If courts are to be given power to impose a freeze on creditors' claims while a rescue package is debated, then only accredited insolvency practitioners should supervise a debtor company during the moratorium period - so the argument goes.
This is a call for occupational licensing, which fell out of favour with the previous Government. But the Labour coalition just might think the idea will work.
The evidence against occupational licensing is overwhelming: it protects existing practitioners, keeps out competition, drives up prices and does little to protect customers.
All these problems are evident in the medical profession, where occupational licensing is supposedly justified on public interest grounds.
The insolvency profession is unregulated - anyone can set up as a practitioner doing liquidations, receiverships or acting as trustee or manager of a scheme of arrangement.
There are no exams, no certification procedure and no professional body claiming jurisdiction over insolvency specialists.
The statutory qualifications for liquidators and receivers are relatively simple: anyone aged over 18 and sane is eligible for the job. There are some disqualifications: current bankrupts and those disqualified from managing companies cannot undertake insolvency work.
Conflict of interest rules also prohibit those having a current or previous relationship with the insolvent company as director, shareholder or auditor from taking on some insolvency assignments.
While it is virtually open slather over who can claim to be an insolvency specialist, there are probably no more than a couple of hundred insolvency practitioners in New Zealand, nearly all of them chartered accountants.
Insolvency jobs are not given out. Creditors of insolvent companies decide who gets the work.
Chartered accountants dominate the unlicensed profession in New Zealand because their mix of academic training and commercial expertise has found favour with the market.
Creditors of insolvent companies have not relied on the licensing of insolvency practitioners to signal who might be good and who might be bad. Instead, they have relied on branding. Turning to those individuals who have proven expertise and enjoy market respect.
Chartered accountants dominate because their professional body, the Institute of Chartered Accountants, has worked hard to maintain the brand image: setting out professional guidelines for insolvency work, imposing continuing education requirements and operating a disciplinary system for defaulting practitioners.
There is nothing to stop any other professional body setting up with similar aims.

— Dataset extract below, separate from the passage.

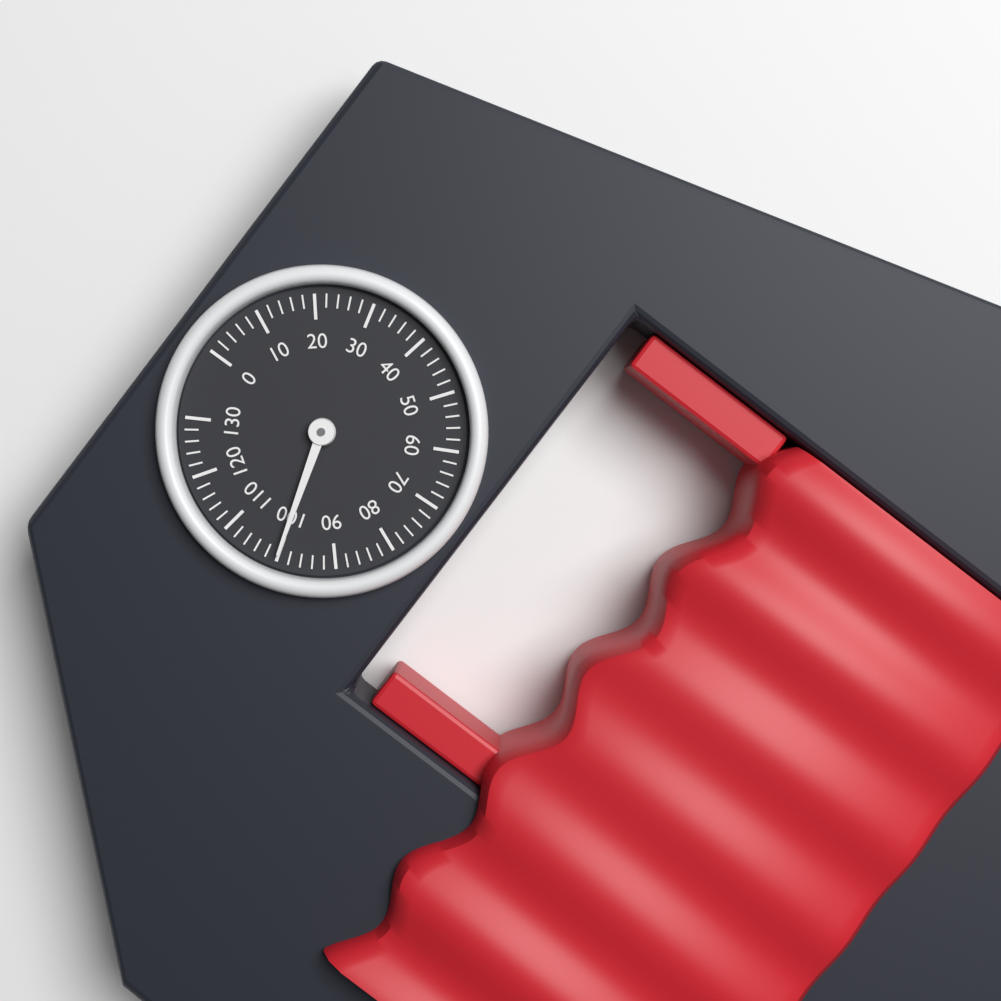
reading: 100 (no unit)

Occupational licensing is sold as the way to solve problems of information asymmetry; dispersed creditors may lack full and complete information about who are the better insolvency practitioners.
Being a licensed practitioner is supposedly a promise of excellence.

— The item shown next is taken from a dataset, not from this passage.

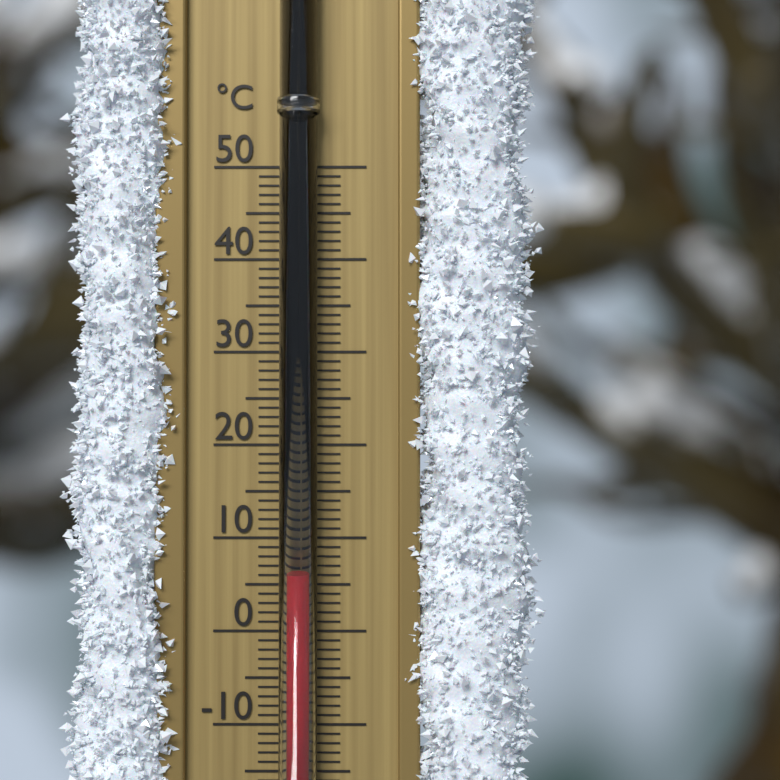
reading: 6 °C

The emptiness of that promise is illustrated by problems bedevilling the medical profession.
The major economic criticism of occupational licensing is that it creates barriers to entry and drives up costs.

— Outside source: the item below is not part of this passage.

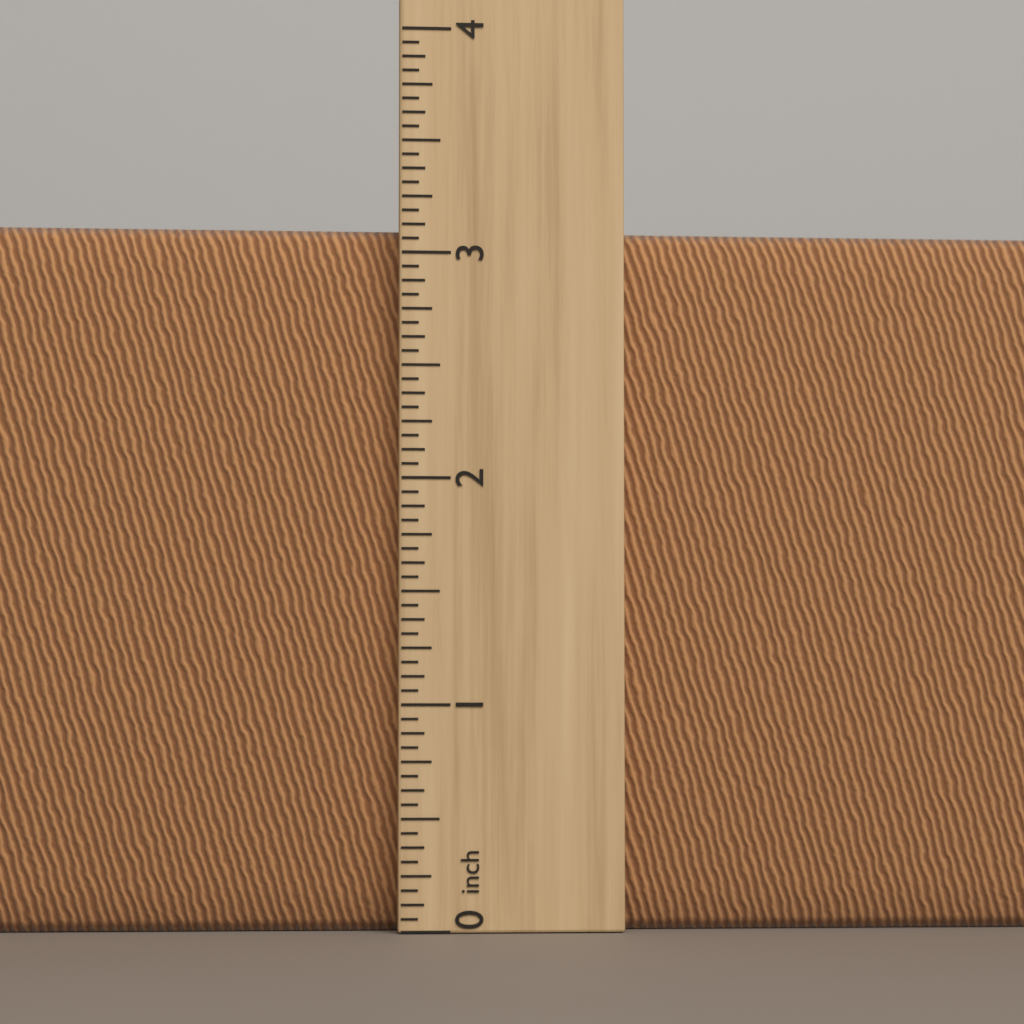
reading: 3.1250 inch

If licensing is introduced, all existing insolvency practitioners will be grandfathered in. They will be automatically licensed on the basis of their experience and will not have to pass any exams or qualifications.
Once in, they will pull up the drawbridge hampering entry for new entrants. Unnecessarily difficult exams and perverse criteria will be imposed as preconditions for entry.
The rule most favoured by any licensed profession is a requirement that new entrants develop suitable experience before being admitted to the inner sanctum of full registration.
The only way suitable experience can be obtained is by working for existing licensed practitioners.
It is unlikely that a licensing system for insolvency practitioners will benefit the public. In fact, the reverse is possible. A closed shop of insolvency practitioners might drive up prices and fail to seek innovative ways of dealing with dead or struggling businesses. These problems do not arise under the present regime of negative licensing.
Those who do make a mess of the job can be barred by the courts from further work in insolvency.
* Mike Ross teaches at the department of commercial law, University of Auckland Business School.